Another Apprentice moment – what are the health and safety restrictions around offering punters free cake? (Every little helps to encourage a sale). I’ll tell you: unless you’re fully authorised by the council, you can’t do anything with buttercream icing, in case it goes off and causes salmonella or something. Brownies and flapjacks it was; first time I'd made brownies and they were amazeballs, even if I do say so myself. As the week progressed, we promised free booze in the evenings too. This proved very popular, and profits rose accordingly. (Note to struggling businesses: offer wine for free and people will find that they are too drunk to care about paying money for stuff and also that they feel obliged to buy something; a colleague said people would be 'suspicious' about being offered free cake, so we put a mug on the front desk suggesting they donate to charity. We made about £50 just from that. People are weird, aren't they?)

We were open for a week (staffed by people from work, essentially working two jobs, only one of which we were paying them for, obviously), from 2-6pm, then I spent half of a Bank Holiday Monday putting all the unsold stock back in boxes to deliver back to the office.
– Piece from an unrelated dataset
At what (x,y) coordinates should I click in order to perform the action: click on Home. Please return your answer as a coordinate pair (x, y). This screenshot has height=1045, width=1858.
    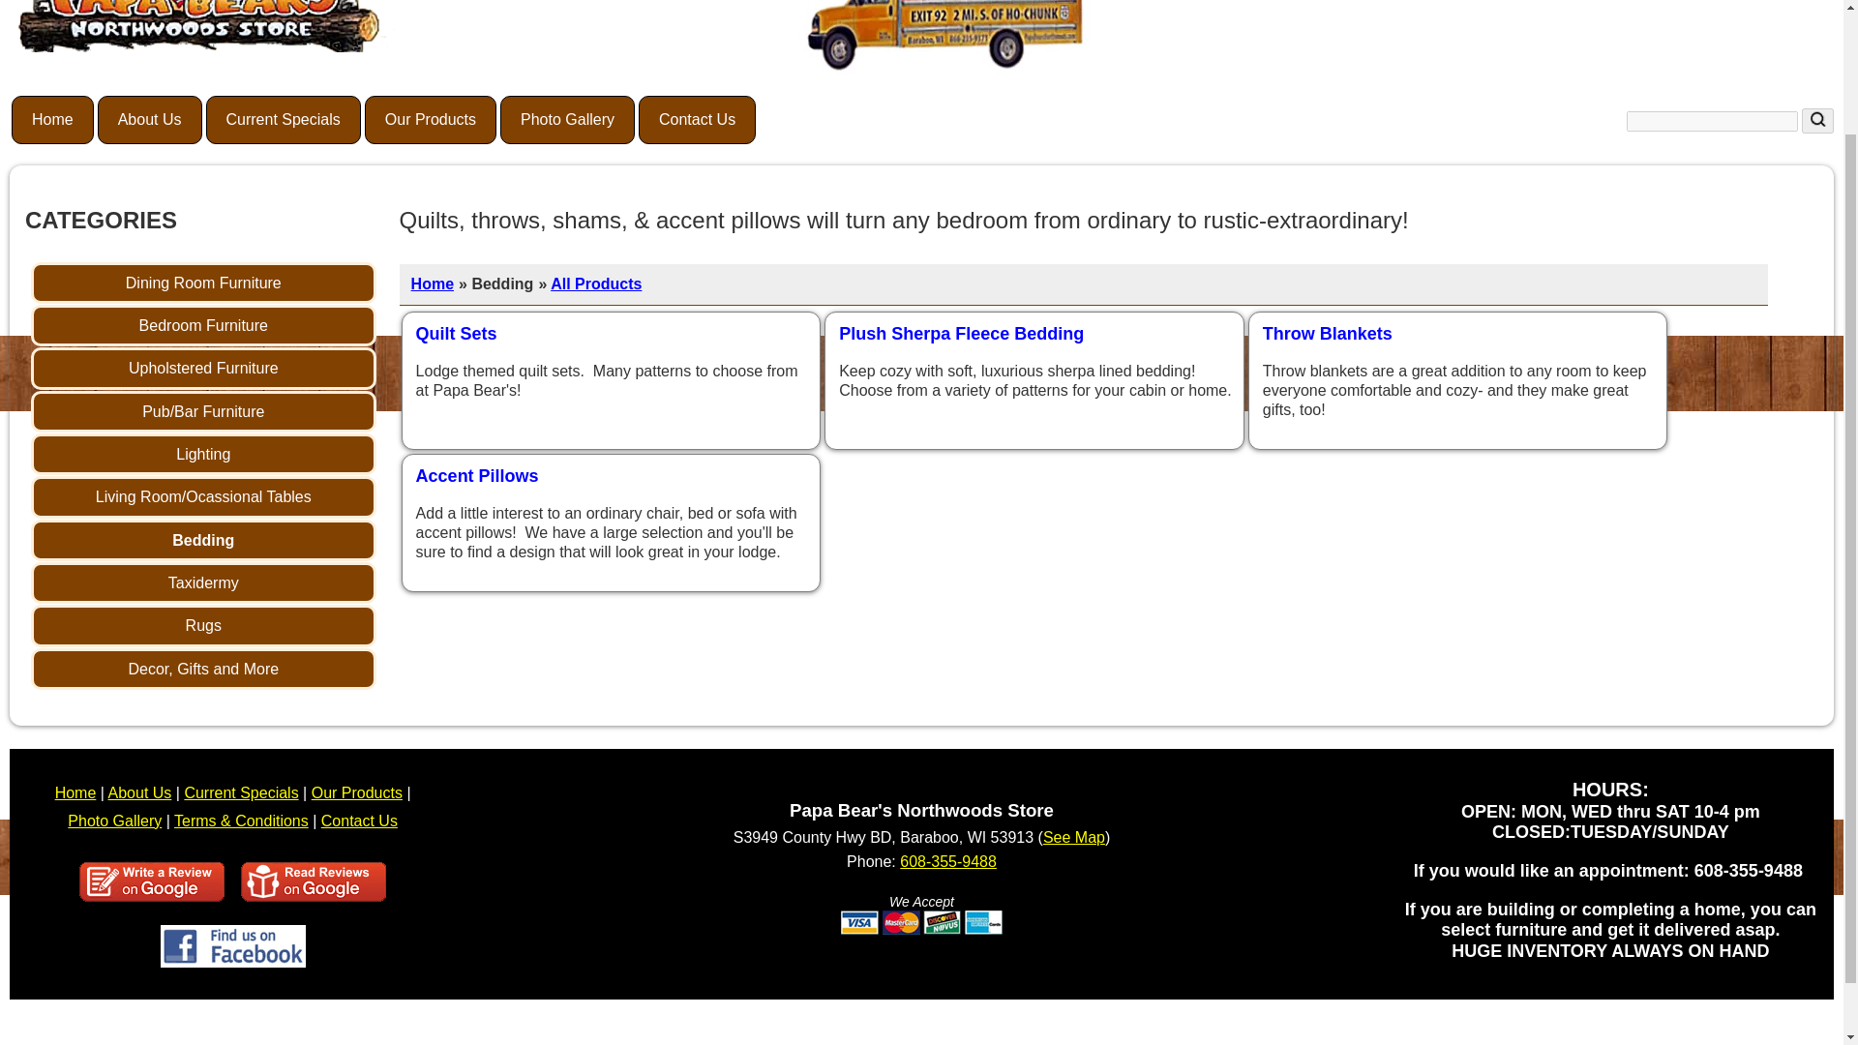
    Looking at the image, I should click on (52, 120).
It has to be said, running a shop is really hard work, and you can see why so many small businesses are struggling in the current climate. It is way harder than it looks, and there are about a million things to juggle (stock, staff, invoicing, ordering, packing up, unpacking, trying not to have the place look like Cardboard City because you haven't done the recycling, going home afterwards to make more damn cake); I thought running a shop just involved standing behind a till hoping people wanted to buy your stuff, so I take my hat off to anyone who does it full-time. And next time I watch The Apprentice, I may be slower to judge all those contestants who are given two days to arrange and run a business they probably have absolutely no prior knowledge of, and manage not to make a huge loss. Then again, maybe I'll just laugh even harder as they fuck everything up, whilst thinking, 'What kind of idiot doesn't think to get a load of plastic bags in when they're running a shop?'.